Opportunity 2: Historically firm regulators are pushing ahead with green policies

The UK, as outlined in detail in our previous article, is renowned for its progressive corporate governance principles and for its closely watching regulators. Conducting business in such an environment has kept UK enterprise and other UK organisations on their toes and has honed their ability to be alert towards and prepared for new regulations that need to be implemented.

While compliance comes with considerable costs for companies (UK businesses spent an estimated £2.5 billion on environmental protection in 2017, and £2.1 billion in 2016), a number of studies have shown that the ‘induced innovation’ hypothesis holds true: more stringent policies trigger greater investment in innovations, which in return can offset compliance costs as well as reduce other production costs.

The speed at which UK regulators introduce new, tighter measures is showing no signs of decelerating: whether the long awaited Environmental Bill for businesses (which redraws rules after the UK’s departure from the EU) or the Statement of Investment Principles (SIP) (which the Department for Work and Pensions (DWP) introduced for pension schemes with more than 100 members, requiring them to publish information about how trustees take into account financially material considerations such as climate change risks in their investment decision making), regulators are closing in on all sectors to ensure that no one falls off or lags behind on the cou

Opportunity 3: Public bodies and private sector organisations drive the green agenda

While public scrutiny of governments’ efforts to tackle climate change and curb environmental damage considerably heightened in the past few years, government work on sustainable development kicked off much earlier in a number of countries, including the UK.

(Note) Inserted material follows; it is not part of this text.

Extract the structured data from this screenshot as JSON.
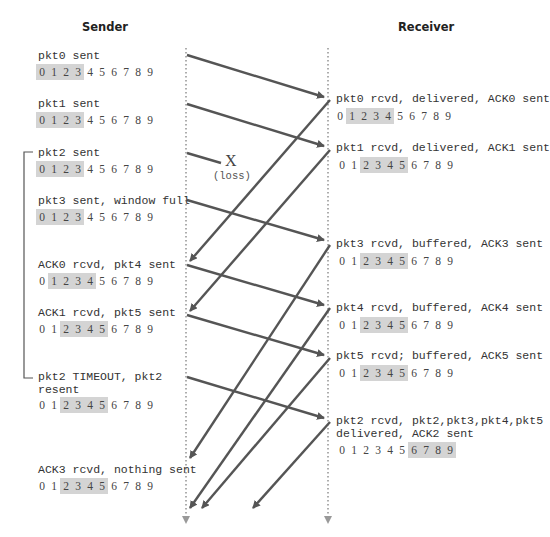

In 1997, the UK parliament established the Environmental Audit Committee tasked with evaluating the extent to which policies and programmes of government departments and non-departmental public bodies contribute to environmental protection and sustainable development and auditing their performance against sustainable development and environmental protection targets.

The Committee on Climate Change, an independent, statutory body stipulated by the UK Climate Change Act 2008, started its work in December 2008 with the purpose to advise the UK and devolved governments on emissions targets and to report to Parliament on progress made in reducing greenhouse gas emissions and on climate change adaptation preparations.

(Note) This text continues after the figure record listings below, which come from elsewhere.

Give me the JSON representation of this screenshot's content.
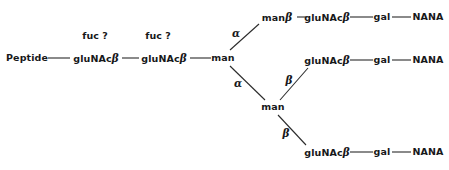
{
  "figure": {
    "kind": "glycan-branching-diagram",
    "background_color": "#ffffff",
    "line_color": "#2b2b2b",
    "text_color": "#17181a",
    "width": 449,
    "height": 170
  },
  "nodes": {
    "peptide": {
      "label": "Peptide",
      "x": 27,
      "y": 58
    },
    "core_glunac_1": {
      "stem": "gluNAc",
      "greek": "β",
      "x": 96,
      "y": 58
    },
    "core_glunac_2": {
      "stem": "gluNAc",
      "greek": "β",
      "x": 164,
      "y": 58
    },
    "core_man": {
      "label": "man",
      "x": 223,
      "y": 58
    },
    "upper_man": {
      "stem": "man",
      "greek": "β",
      "x": 277,
      "y": 17
    },
    "lower_man": {
      "label": "man",
      "x": 273,
      "y": 107
    },
    "arm1_glunac": {
      "stem": "gluNAc",
      "greek": "β",
      "x": 327,
      "y": 17
    },
    "arm1_gal": {
      "label": "gal",
      "x": 382,
      "y": 17
    },
    "arm1_nana": {
      "label": "NANA",
      "x": 428,
      "y": 17
    },
    "arm2_glunac": {
      "stem": "gluNAc",
      "greek": "β",
      "x": 327,
      "y": 60
    },
    "arm2_gal": {
      "label": "gal",
      "x": 382,
      "y": 60
    },
    "arm2_nana": {
      "label": "NANA",
      "x": 428,
      "y": 60
    },
    "arm3_glunac": {
      "stem": "gluNAc",
      "greek": "β",
      "x": 327,
      "y": 152
    },
    "arm3_gal": {
      "label": "gal",
      "x": 382,
      "y": 152
    },
    "arm3_nana": {
      "label": "NANA",
      "x": 428,
      "y": 152
    }
  },
  "annotations": {
    "fuc_query_1": {
      "label": "fuc ?",
      "x": 95,
      "y": 36
    },
    "fuc_query_2": {
      "label": "fuc ?",
      "x": 158,
      "y": 36
    }
  },
  "linkages": {
    "alpha_upper": {
      "label": "α",
      "x": 236,
      "y": 33
    },
    "alpha_lower": {
      "label": "α",
      "x": 238,
      "y": 83
    },
    "beta_arm2": {
      "label": "β",
      "x": 289,
      "y": 80
    },
    "beta_arm3": {
      "label": "β",
      "x": 286,
      "y": 133
    }
  },
  "bonds": [
    {
      "name": "peptide-to-glunac1",
      "x1": 48,
      "y1": 58,
      "x2": 70,
      "y2": 58
    },
    {
      "name": "glunac1-to-glunac2",
      "x1": 122,
      "y1": 58,
      "x2": 139,
      "y2": 58
    },
    {
      "name": "glunac2-to-man",
      "x1": 190,
      "y1": 58,
      "x2": 211,
      "y2": 58
    },
    {
      "name": "man-to-upper-man-alpha",
      "x1": 230,
      "y1": 50,
      "x2": 259,
      "y2": 24
    },
    {
      "name": "man-to-lower-man-alpha",
      "x1": 230,
      "y1": 66,
      "x2": 265,
      "y2": 100
    },
    {
      "name": "upper-man-to-arm1-glunac",
      "x1": 297,
      "y1": 17,
      "x2": 306,
      "y2": 17
    },
    {
      "name": "arm1-glunac-to-gal",
      "x1": 350,
      "y1": 17,
      "x2": 373,
      "y2": 17
    },
    {
      "name": "arm1-gal-to-nana",
      "x1": 392,
      "y1": 17,
      "x2": 411,
      "y2": 17
    },
    {
      "name": "lower-man-to-arm2-glunac-beta",
      "x1": 280,
      "y1": 100,
      "x2": 308,
      "y2": 68
    },
    {
      "name": "arm2-glunac-to-gal",
      "x1": 350,
      "y1": 60,
      "x2": 373,
      "y2": 60
    },
    {
      "name": "arm2-gal-to-nana",
      "x1": 392,
      "y1": 60,
      "x2": 411,
      "y2": 60
    },
    {
      "name": "lower-man-to-arm3-glunac-beta",
      "x1": 278,
      "y1": 115,
      "x2": 306,
      "y2": 145
    },
    {
      "name": "arm3-glunac-to-gal",
      "x1": 350,
      "y1": 152,
      "x2": 373,
      "y2": 152
    },
    {
      "name": "arm3-gal-to-nana",
      "x1": 392,
      "y1": 152,
      "x2": 411,
      "y2": 152
    }
  ]
}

The National Infrastructure Commission was founded in 2015 to provide the government with impartial, expert advice on major long term infrastructure challenges and with a focus on recommending how to reduce the negative impact of major infrastructure construction and operation, and how infrastructure can actively contribute to the protection of the country’s natural resources and environment.

In September 2017, the UK set up the Green Finance Taskforce to make green finance an integral part of the county’s financial services sector. Based on the recommendations of the taskforce group, the government’s Green Finance Strategy was published on 2 July 2019, setting out measures that help greening the financial system, catalysing investment, and driving innovation in green financial products.

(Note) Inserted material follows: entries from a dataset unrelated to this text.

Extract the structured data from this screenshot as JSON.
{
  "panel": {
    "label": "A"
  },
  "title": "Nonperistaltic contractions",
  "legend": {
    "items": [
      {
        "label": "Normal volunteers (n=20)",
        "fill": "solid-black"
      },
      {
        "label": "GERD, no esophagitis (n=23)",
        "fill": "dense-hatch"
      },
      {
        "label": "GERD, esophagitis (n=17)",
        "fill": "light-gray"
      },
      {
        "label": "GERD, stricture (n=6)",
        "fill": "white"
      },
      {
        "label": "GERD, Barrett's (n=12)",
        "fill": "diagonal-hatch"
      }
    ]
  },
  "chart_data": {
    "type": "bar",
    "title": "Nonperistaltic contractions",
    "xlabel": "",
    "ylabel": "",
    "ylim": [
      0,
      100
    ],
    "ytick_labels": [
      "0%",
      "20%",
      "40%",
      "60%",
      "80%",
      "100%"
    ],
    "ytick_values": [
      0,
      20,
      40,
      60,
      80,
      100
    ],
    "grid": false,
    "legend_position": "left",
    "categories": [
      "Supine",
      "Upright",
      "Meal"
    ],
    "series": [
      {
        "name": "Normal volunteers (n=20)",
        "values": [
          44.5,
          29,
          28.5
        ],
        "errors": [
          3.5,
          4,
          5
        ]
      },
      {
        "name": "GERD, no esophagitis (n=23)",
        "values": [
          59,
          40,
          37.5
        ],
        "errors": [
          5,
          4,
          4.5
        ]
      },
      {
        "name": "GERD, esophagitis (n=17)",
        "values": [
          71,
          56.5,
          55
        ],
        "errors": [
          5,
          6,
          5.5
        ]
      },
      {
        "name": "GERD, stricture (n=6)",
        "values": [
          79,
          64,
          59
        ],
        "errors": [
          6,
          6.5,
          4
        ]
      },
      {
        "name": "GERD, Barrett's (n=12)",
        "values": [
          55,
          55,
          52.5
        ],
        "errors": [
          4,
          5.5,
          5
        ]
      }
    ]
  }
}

Following another policy recommendation by the taskforce, The Green Finance Institute took up its work in 2019. An independent, commercially focused organisation led by bankers, the institute develops scalable financial solutions that accelerate sector-specific transitions to a low-carbon future.

In addition to these and other public bodies working towards the UK’s green future, private sector, and academia networks such as the “We mean Business coalition”, the “UK Climate Impacts programme” and trusts such as the National Biodiversity Network Trust are evidence that the UK is going green in all directions.

Weighing up the UK’s ESG challenges with its opportunities, there’s good reason to believe that the country could climb higher in RobecoSAM’s global Country Sustainability Ranking. To complete our portrait about the UK’s measures and progress to achieve net zero, our next and final article about the country will analyse its Green Finance market.